What happens when a child is charged with murder? Well, it depends. Salacious procedural episodes aside, these cases are so rare that there’s little precedent for how to proceed. When Tiffany D. Jackson came across one such story, of a 10-year-old girl in Maine charged with manslaughter for allegedly shoving pills down the throat of an infant her mother was babysitting, she immediately saw a story in it, but she added a twist: what if the girl might be innocent?

That initial idea became Jackson’s novel Allegedly, which tells the story of Mary B. Addison, a black girl who was convicted of murdering a three-month-old white baby when she was just nine years old. Now 15, Mary is living in a group home and trying to scrape together the money for college when she finds out that she’s pregnant. Desperate to keep her child, she sets out to escape the criminal justice system that’s defined the last six years of her life.

Jackson wrote her first draft quickly, in the aftermath of Hurricane Sandy, when she had a lot of free time and no internet connection, but it took years for her to shape that initial story into the final novel. After finding researching on her own was insufficient to help her understand what Mary’s life would actually be like, Jackson started talking to people familiar with the cases like her character’s: first COs, lawyers, and social workers, and then a group of girls who had been through the legal system themselves.

In speaking to these young women, Jackson found that they were far more resilient than she expected. Yet she also recognized their toughness from her own childhood. “I’m a Brooklyn kid myself, and that’s a lot of Brooklyn kids,” she says. “We go through a lot of different situations where we’ve seen a lot of stuff and we can’t sit there and keep wallowing in it. We have to keep moving forward.”

Despite the challenges they faced, the girls kept moving, never showing fear or pain and always working towards their goals. “I think people just expect kids that are in these types of situations to be up to no good and complacent about their life, but no, a lot of these kids out here are trying,” Jackson says. “They are really trying.” She gave that same mix of bravado and hope to her young characters, especially Mary, who is constantly working on the next towards her goals: saving up money, studying for the SAT, getting an ID so she can take the exam.

Unfortunately, Mary is stymied at every turn by the system that’s meant to support her. Even the people who want to help her — a driven lawyer, a friendly SAT tutor, her somewhat oblivious parole officer — often end up making the situation worse. “Everyone has the best Tiffany D. Jackson Cover intentions,” says Jackson, “but so does the devil.” In Mary’s world, no one, no matter how well-intentioned they seem, is totally innocent.

The lack of clear-cut villains or heroes drives home the fact that Mary is doomed less by any one individual than by a system that lets her fall through the cracks and then punishes her for the meager coping mechanisms she develops. Allegedly is hardly a message novel, but Jackson does intend for it to make readers think about the injustices of our criminal justice system. “Hopefully, she says, “this will spark outrage in children, who will then become adults and still be outraged.”

Alex Heimbach is a writer and editor in California.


▶ **TASK DETAILS**
The answer is an exact repetition of every entry, with all images left out.

▶ **SUPPLIED RECORDS**
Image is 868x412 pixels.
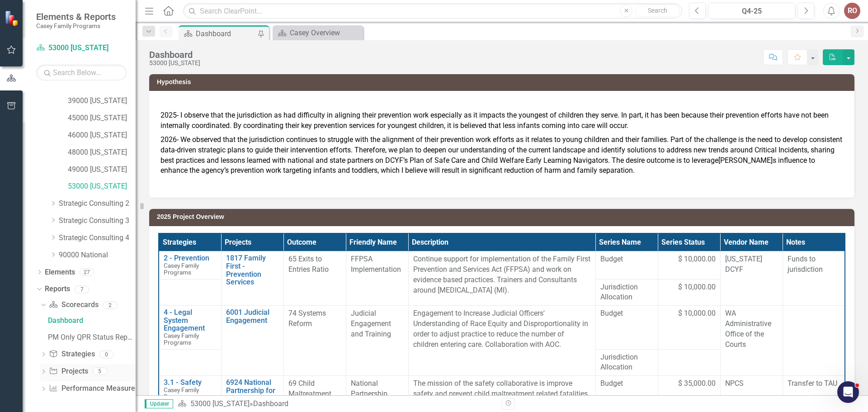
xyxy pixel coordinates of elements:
[159,306,221,349] td: Double-Click to Edit Right Click for Context Menu
[145,400,173,409] span: Updater
[678,282,716,293] span: $ 10,000.00
[288,309,326,328] span: 74 Systems Reform
[288,379,331,409] span: 69 Child Maltreatment Fatalities
[725,309,771,349] span: WA Administrative Office of the Courts
[49,367,88,377] a: Projects
[45,268,75,278] a: Elements
[68,96,136,106] a: 39000 [US_STATE]
[253,400,288,408] div: Dashboard
[678,254,716,265] span: $ 10,000.00
[601,282,653,303] span: Jurisdiction Allocation
[68,182,136,192] a: 53000 [US_STATE]
[49,349,94,360] a: Strategies
[49,384,139,394] a: Performance Measures
[36,22,116,29] small: Casey Family Programs
[68,130,136,141] a: 46000 [US_STATE]
[59,233,136,244] a: Strategic Consulting 4
[4,9,21,26] img: ClearPoint Strategy
[226,254,279,286] a: 1817 Family First - Prevention Services
[36,11,116,22] span: Elements & Reports
[725,255,762,274] span: [US_STATE] DCYF
[601,254,653,265] span: Budget
[226,309,279,324] a: 6001 Judicial Engagement
[725,379,743,388] span: NPCS
[648,7,667,14] span: Search
[68,165,136,175] a: 49000 [US_STATE]
[59,199,136,209] a: Strategic Consulting 2
[712,6,792,17] div: Q4-25
[68,147,136,158] a: 48000 [US_STATE]
[178,399,495,410] div: »
[837,381,859,403] iframe: Intercom live chat
[409,306,596,376] td: Double-Click to Edit
[45,330,136,345] a: PM Only QPR Status Report
[678,379,716,389] span: $ 35,000.00
[720,252,783,306] td: Double-Click to Edit
[164,262,199,276] span: Casey Family Programs
[658,279,720,306] td: Double-Click to Edit
[658,252,720,279] td: Double-Click to Edit
[844,2,861,19] button: RO
[346,306,409,376] td: Double-Click to Edit
[635,4,680,17] button: Search
[351,255,401,274] span: FFPSA Implementation
[103,301,118,309] div: 2
[183,3,682,19] input: Search ClearPoint...
[346,252,409,306] td: Double-Click to Edit
[788,254,840,275] p: Funds to jurisdiction
[80,268,94,276] div: 27
[48,317,136,325] div: Dashboard
[196,28,255,39] div: Dashboard
[157,214,850,220] h3: 2025 Project Overview
[226,379,279,403] a: 6924 National Partnership for Child Safety
[49,300,98,311] a: Scorecards
[164,386,199,400] span: Casey Family Programs
[59,251,136,261] a: 90000 National
[164,332,199,346] span: Casey Family Programs
[68,113,136,123] a: 45000 [US_STATE]
[45,314,136,328] a: Dashboard
[290,27,361,39] div: Casey Overview
[99,351,114,359] div: 0
[36,43,126,53] a: 53000 [US_STATE]
[157,79,850,85] h3: Hypothesis
[149,60,201,66] div: 53000 [US_STATE]
[351,309,391,338] span: Judicial Engagement and Training
[75,286,89,293] div: 7
[48,333,136,341] div: PM Only QPR Status Report
[288,255,329,274] span: 65 Exits to Entries Ratio
[678,309,716,319] span: $ 10,000.00
[164,309,217,333] a: 4 - Legal System Engagement
[283,306,346,376] td: Double-Click to Edit
[658,349,720,376] td: Double-Click to Edit
[709,2,795,19] button: Q4-25
[601,352,653,373] span: Jurisdiction Allocation
[164,379,217,387] a: 3.1 - Safety
[161,133,843,176] p: 2026- We observed that the jurisdiction continues to struggle with the alignment of their prevent...
[601,379,653,389] span: Budget
[658,306,720,349] td: Double-Click to Edit
[413,309,591,350] p: Engagement to Increase Judicial Officers' Understanding of Race Equity and Disproportionality in ...
[59,216,136,227] a: Strategic Consulting 3
[164,254,217,262] a: 2 - Prevention
[283,252,346,306] td: Double-Click to Edit
[161,111,843,133] p: 2025- I observe that the jurisdiction as had difficulty in aligning their prevention work especia...
[601,309,653,319] span: Budget
[190,400,250,408] a: 53000 [US_STATE]
[221,252,283,306] td: Double-Click to Edit Right Click for Context Menu
[221,306,283,376] td: Double-Click to Edit Right Click for Context Menu
[149,50,201,60] div: Dashboard
[159,252,221,279] td: Double-Click to Edit Right Click for Context Menu
[409,252,596,306] td: Double-Click to Edit
[413,254,591,295] p: Continue support for implementation of the Family First Prevention and Services Act (FFPSA) and w...
[275,27,361,39] a: Casey Overview
[45,284,70,295] a: Reports
[720,306,783,376] td: Double-Click to Edit
[93,368,107,376] div: 5
[36,64,126,80] input: Search Below...
[788,379,840,389] p: Transfer to TAU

▶ **EXERCISE RESPONSE**
Image is 868x412 pixels.
xyxy pixel coordinates of elements:
[159,306,221,349] td: Double-Click to Edit Right Click for Context Menu
[145,400,173,409] span: Updater
[678,282,716,293] span: $ 10,000.00
[288,309,326,328] span: 74 Systems Reform
[288,379,331,409] span: 69 Child Maltreatment Fatalities
[725,309,771,349] span: WA Administrative Office of the Courts
[49,367,88,377] a: Projects
[45,268,75,278] a: Elements
[68,96,136,106] a: 39000 [US_STATE]
[253,400,288,408] div: Dashboard
[678,254,716,265] span: $ 10,000.00
[601,282,653,303] span: Jurisdiction Allocation
[68,182,136,192] a: 53000 [US_STATE]
[49,349,94,360] a: Strategies
[49,384,139,394] a: Performance Measures
[36,22,116,29] small: Casey Family Programs
[68,130,136,141] a: 46000 [US_STATE]
[59,233,136,244] a: Strategic Consulting 4
[4,9,21,26] img: ClearPoint Strategy
[226,254,279,286] a: 1817 Family First - Prevention Services
[36,11,116,22] span: Elements & Reports
[725,255,762,274] span: [US_STATE] DCYF
[601,254,653,265] span: Budget
[226,309,279,324] a: 6001 Judicial Engagement
[725,379,743,388] span: NPCS
[648,7,667,14] span: Search
[68,165,136,175] a: 49000 [US_STATE]
[59,199,136,209] a: Strategic Consulting 2
[712,6,792,17] div: Q4-25
[68,147,136,158] a: 48000 [US_STATE]
[178,399,495,410] div: »
[837,381,859,403] iframe: Intercom live chat
[409,306,596,376] td: Double-Click to Edit
[45,330,136,345] a: PM Only QPR Status Report
[678,379,716,389] span: $ 35,000.00
[720,252,783,306] td: Double-Click to Edit
[164,262,199,276] span: Casey Family Programs
[658,279,720,306] td: Double-Click to Edit
[658,252,720,279] td: Double-Click to Edit
[844,2,861,19] button: RO
[346,306,409,376] td: Double-Click to Edit
[635,4,680,17] button: Search
[351,255,401,274] span: FFPSA Implementation
[103,301,118,309] div: 2
[183,3,682,19] input: Search ClearPoint...
[346,252,409,306] td: Double-Click to Edit
[788,254,840,275] p: Funds to jurisdiction
[80,268,94,276] div: 27
[48,317,136,325] div: Dashboard
[196,28,255,39] div: Dashboard
[157,214,850,220] h3: 2025 Project Overview
[226,379,279,403] a: 6924 National Partnership for Child Safety
[49,300,98,311] a: Scorecards
[164,386,199,400] span: Casey Family Programs
[59,251,136,261] a: 90000 National
[164,332,199,346] span: Casey Family Programs
[68,113,136,123] a: 45000 [US_STATE]
[45,314,136,328] a: Dashboard
[290,27,361,39] div: Casey Overview
[99,351,114,359] div: 0
[36,43,126,53] a: 53000 [US_STATE]
[157,79,850,85] h3: Hypothesis
[149,60,201,66] div: 53000 [US_STATE]
[351,309,391,338] span: Judicial Engagement and Training
[75,286,89,293] div: 7
[48,333,136,341] div: PM Only QPR Status Report
[288,255,329,274] span: 65 Exits to Entries Ratio
[678,309,716,319] span: $ 10,000.00
[164,309,217,333] a: 4 - Legal System Engagement
[283,306,346,376] td: Double-Click to Edit
[658,349,720,376] td: Double-Click to Edit
[709,2,795,19] button: Q4-25
[601,352,653,373] span: Jurisdiction Allocation
[164,379,217,387] a: 3.1 - Safety
[161,133,843,176] p: 2026- We observed that the jurisdiction continues to struggle with the alignment of their prevent...
[601,379,653,389] span: Budget
[658,306,720,349] td: Double-Click to Edit
[413,309,591,350] p: Engagement to Increase Judicial Officers' Understanding of Race Equity and Disproportionality in ...
[59,216,136,227] a: Strategic Consulting 3
[164,254,217,262] a: 2 - Prevention
[283,252,346,306] td: Double-Click to Edit
[161,111,843,133] p: 2025- I observe that the jurisdiction as had difficulty in aligning their prevention work especia...
[601,309,653,319] span: Budget
[190,400,250,408] a: 53000 [US_STATE]
[221,252,283,306] td: Double-Click to Edit Right Click for Context Menu
[221,306,283,376] td: Double-Click to Edit Right Click for Context Menu
[149,50,201,60] div: Dashboard
[159,252,221,279] td: Double-Click to Edit Right Click for Context Menu
[409,252,596,306] td: Double-Click to Edit
[413,254,591,295] p: Continue support for implementation of the Family First Prevention and Services Act (FFPSA) and w...
[275,27,361,39] a: Casey Overview
[45,284,70,295] a: Reports
[720,306,783,376] td: Double-Click to Edit
[93,368,107,376] div: 5
[36,64,126,80] input: Search Below...
[788,379,840,389] p: Transfer to TAU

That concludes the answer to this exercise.